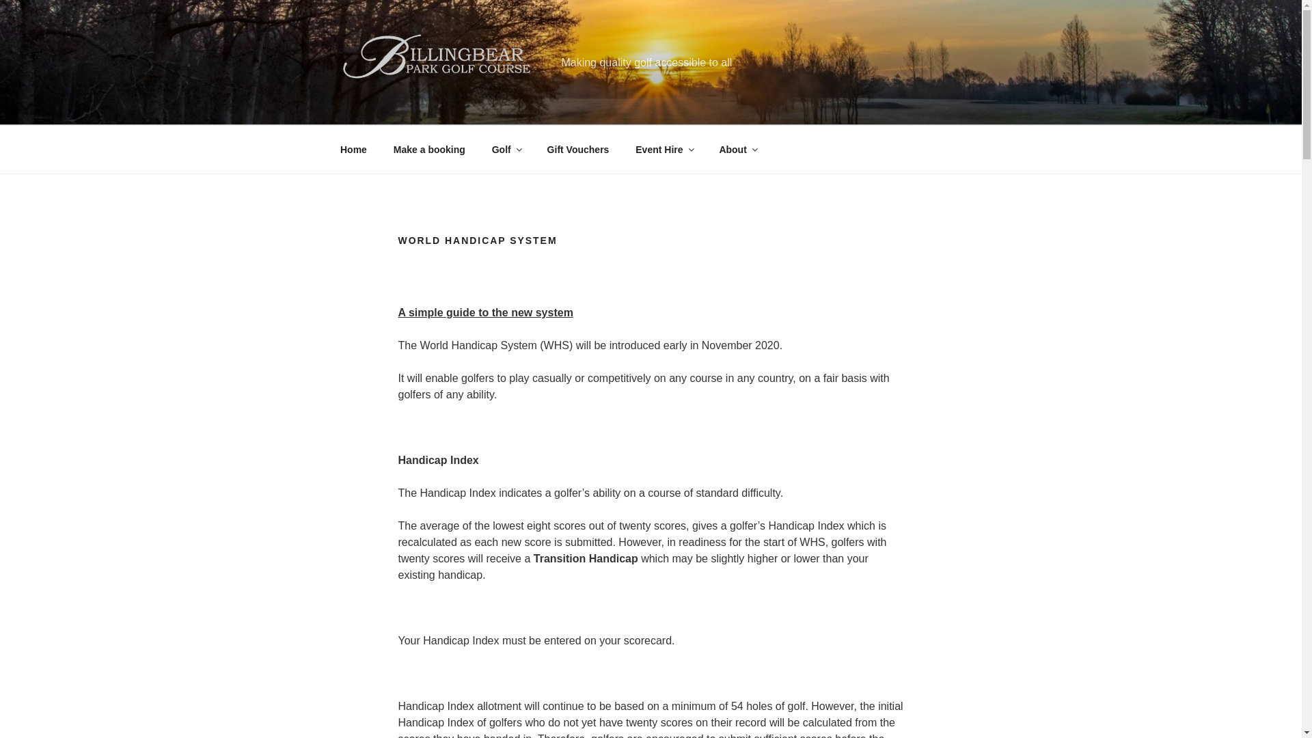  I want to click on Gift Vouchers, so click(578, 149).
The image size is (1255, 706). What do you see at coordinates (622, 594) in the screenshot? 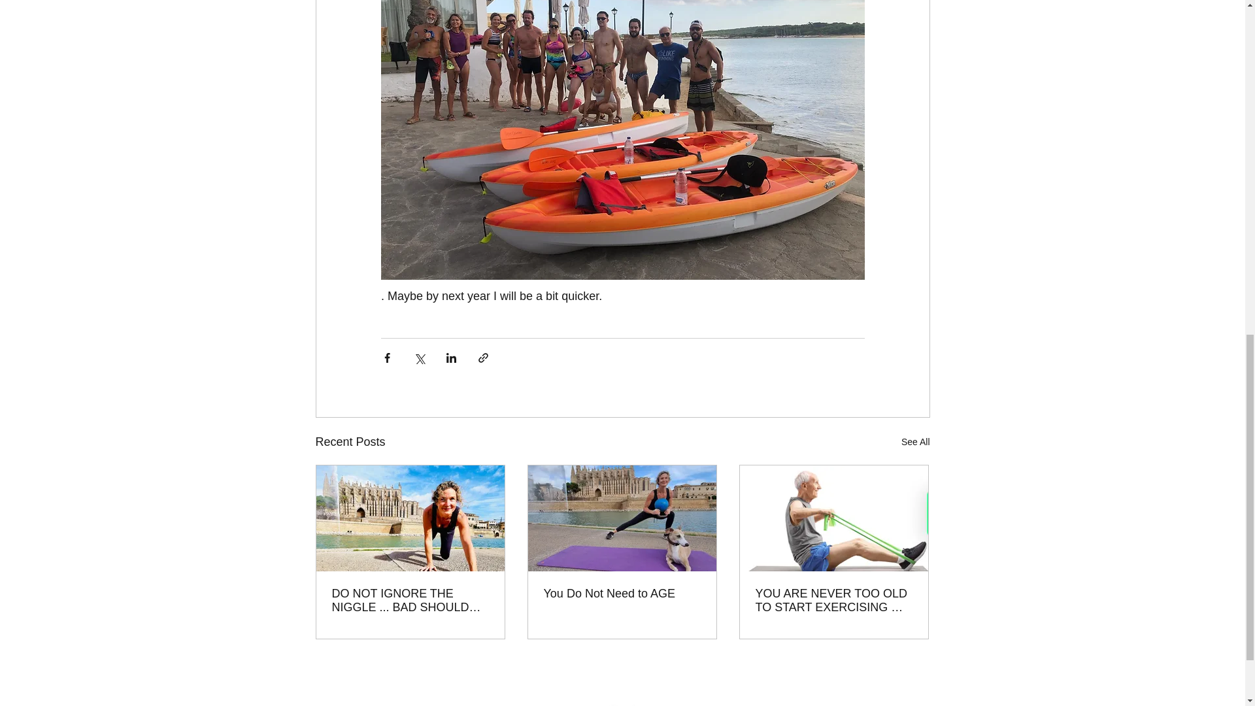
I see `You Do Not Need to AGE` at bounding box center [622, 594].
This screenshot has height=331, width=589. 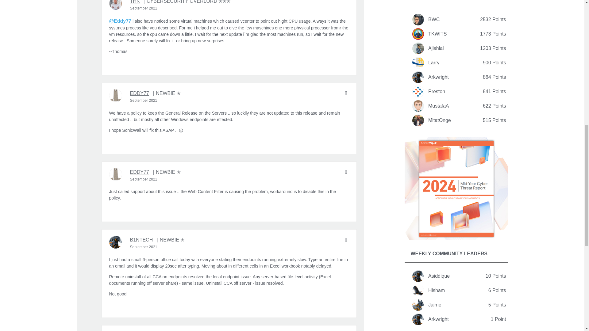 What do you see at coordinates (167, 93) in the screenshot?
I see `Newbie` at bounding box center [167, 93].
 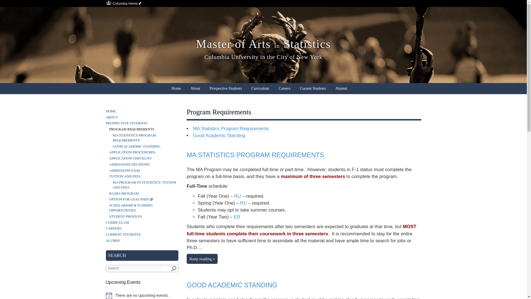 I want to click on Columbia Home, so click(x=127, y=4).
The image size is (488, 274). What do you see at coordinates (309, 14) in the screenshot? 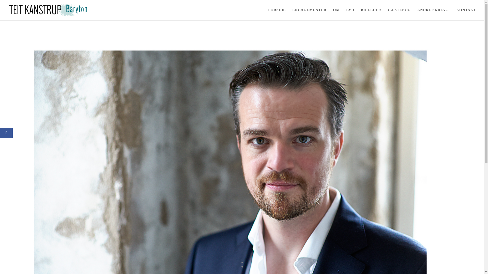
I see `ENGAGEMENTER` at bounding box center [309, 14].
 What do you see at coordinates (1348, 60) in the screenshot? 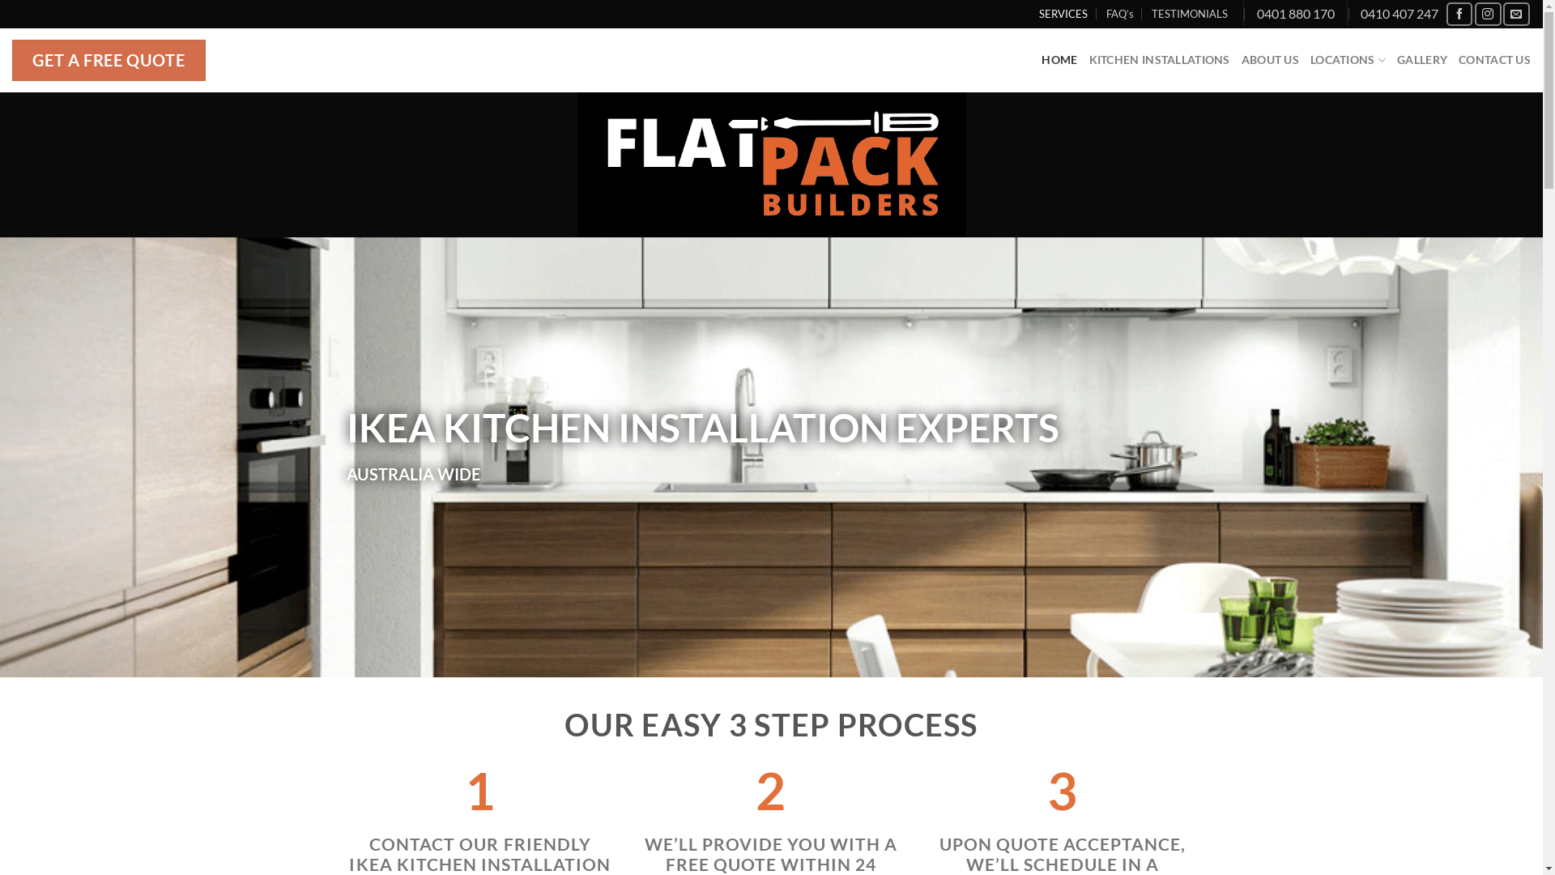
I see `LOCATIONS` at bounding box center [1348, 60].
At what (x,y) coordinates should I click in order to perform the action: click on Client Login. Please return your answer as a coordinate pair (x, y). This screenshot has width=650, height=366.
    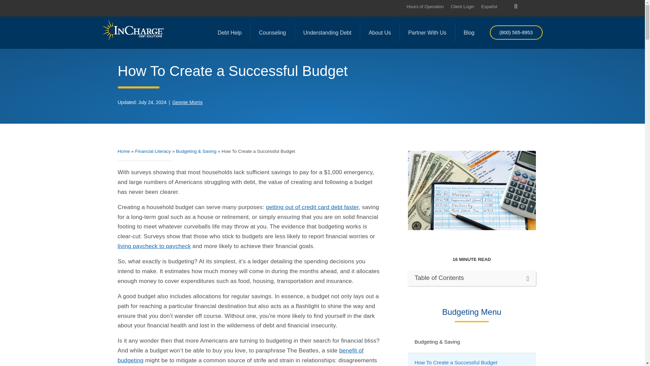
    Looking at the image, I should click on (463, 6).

→ **What this task involves**: The lines from the one containing "The image size is (488, 274)." through the final line of the data are to be repeated exactly, with both ends included and all pictures left out.

→ **Reply**:
The image size is (488, 274). What do you see at coordinates (309, 14) in the screenshot? 
I see `ENGAGEMENTER` at bounding box center [309, 14].
 What do you see at coordinates (1348, 60) in the screenshot? 
I see `LOCATIONS` at bounding box center [1348, 60].
At what (x,y) coordinates should I click in order to perform the action: click on Client Login. Please return your answer as a coordinate pair (x, y). This screenshot has width=650, height=366.
    Looking at the image, I should click on (463, 6).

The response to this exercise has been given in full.